With an international focus, this chapter analyses Portuguese neutrality in wartime China before the fall of Hong Kong in late 1941, with reference to the British and Japanese imperial presence in the region. It argues that the war in South China saw Macau and its Portuguese administration engaged constantly with these two major imperial powers in a precarious balance marked by continuities in Portugal’s relations with its old ally, the United Kingdom, and a novel proximity to Japan that generated contradictory practices on the ground.

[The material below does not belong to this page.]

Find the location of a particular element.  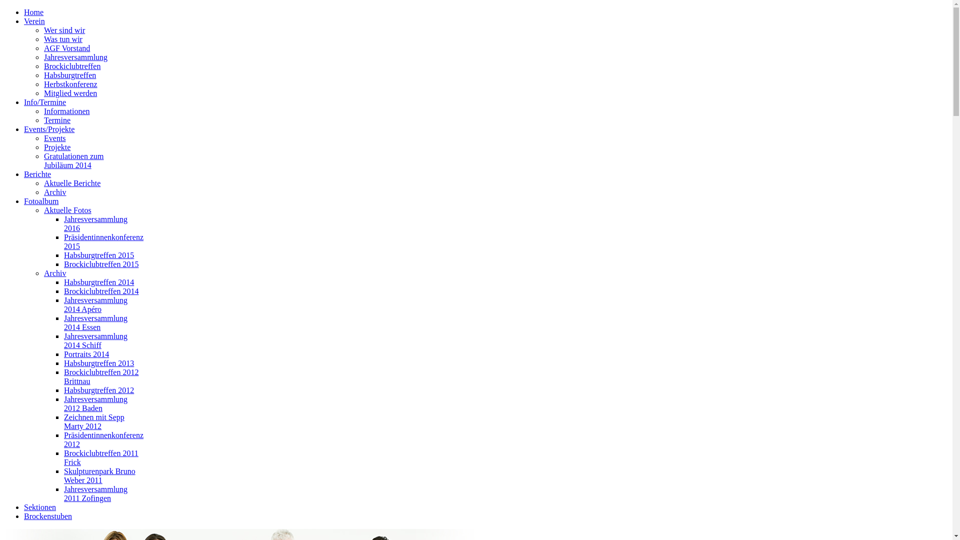

Habsburgtreffen is located at coordinates (70, 75).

This chapter demostrates that the ambiguities of wartime neutrality in Macau continued to haunt China’s relations with Portugal in the post-war years. Five interconnected issues relating to Portuguese neutrality evidence China’s post-war quest for justice and recognition: the re-establishment of regular diplomatic contacts, the handling of Japanese property, the extradition of suspects of war crimes and collaboration, the abolition of extraterritoriality and critiques of neutrality in calls to return Macau to Chinese rule. These issues raised questions about the meaning of justice and the legitimacy of who got to wield it. In its relations with a small and relatively weak European colonial power, China sought to affirm its new post-war international status. However, this process was constrained by resistance to the Nationalists’ anti-imperialist goals in South China and by the changing fortunes of Nationalist power as the Chinese Civil War unfolded.